Joan Morrow

Joan was born in Australia in 1941. Her mother died when she was four and her father married again, but she didn’t get on with her difficult stepmother. She was 23 when she came to England to seek a better life (around 1964). She passed an audition for the Bristol Old Vic theatre company and met another jobbing actress taken on at £7 a week – Jane Asher.

The two women became inseparable when the company went on a six-month world tour that included performing on Broadway in New York.
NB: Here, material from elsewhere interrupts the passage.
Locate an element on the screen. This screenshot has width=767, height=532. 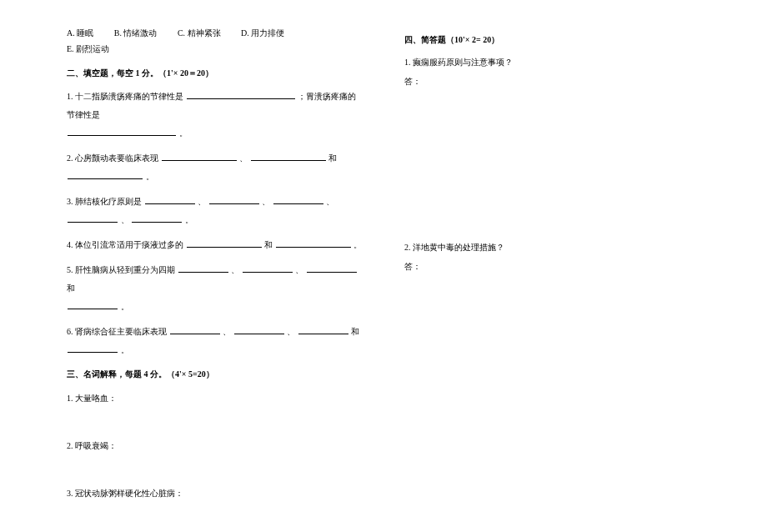
section-2-heading: 二、填空题，每空 1 分。（1'× 20＝20） is located at coordinates (215, 73).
‘They really clicked as friends,’ ¬Stuart recalls. ‘At the time, Jane was the long-time girlfriend of Paul McCartney. But when they met, Joan was newly arrived from Australia and had never heard of The Beatles.’
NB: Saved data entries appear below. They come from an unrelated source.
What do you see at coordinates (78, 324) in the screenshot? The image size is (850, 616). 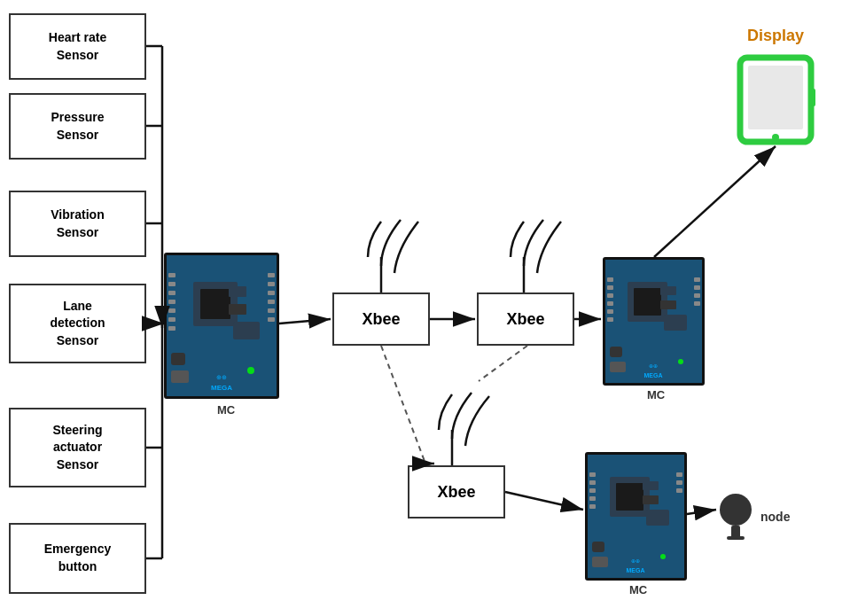 I see `sensor-lane-detection: Lane detection Sensor` at bounding box center [78, 324].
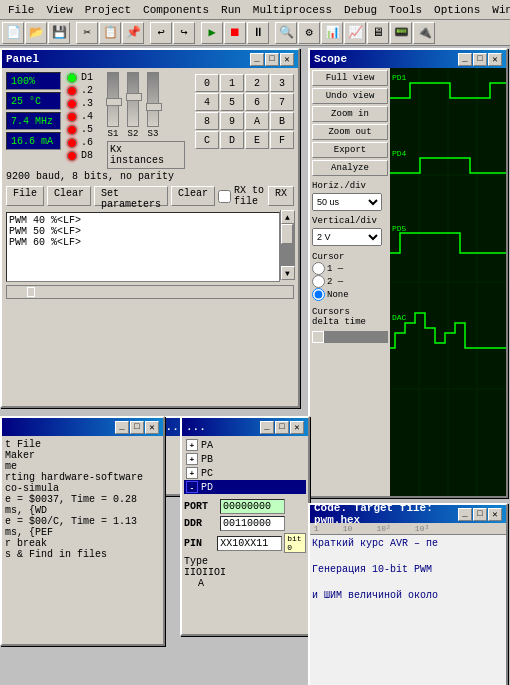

After leaving the Bristol Old Vic in the Sixties, Joan moved to Scotland and the small theatre company that rehearsed that day in Edinburgh – and later fell in love with Stuart. Stuart Mungall sat in the almost empty auditorium of the Royal Lyceum Theatre in Edinburgh and waited for the play to begin. It was late 1967, he had just joined a small theatre company in Scotland and had been asked if he’d like to watch rehearsals for A Christmas Carol.

‘A young woman came on stage,’ he recalls. ‘From the first second, I couldn’t take my eyes off her. She had such a magic quality and aura.
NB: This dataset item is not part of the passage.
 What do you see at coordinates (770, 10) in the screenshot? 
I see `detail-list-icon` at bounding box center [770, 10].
I was totally hooked. It was love at first sight.’

The young woman was Joan Morrow, then 27. And to 28-year-old Stuart’s delight, she was cast alongside him in the company’s next production, Toad Of Toad Hall. ‘I was Weasel and she played Lucy Rabbit,’ he recalls with a laugh.

After a whirlwind courtship, the couple were married on May 11, 1968, with Joan’s close friend and successful young actress Jane Asher, then also famous as Paul McCartney’s girlfriend, as bridesmaid. Her wedding present was a Welsh dresser with several sunshine-yellow goblets.

Joan, who was 69 when she died, had Pick’s disease – a rare form of dementia similar to Alzheimer’s – and polymyalgia rheumatica, a debilitating condition that causes pain, stiffness and tenderness in the muscles supporting the neck, shoulders, hips and thighs. Stuart smothered his beloved, terminally ill wife with a pillow after watching her deteriorate both mentally and physically for six years.

Their friend Jane Asher wrote a letter pleading for clemency to an Old Bailey judge and it was instrumental in preventing Stuart, now 72, spending the rest of his life in prison after he admitted the manslaughter of his wife.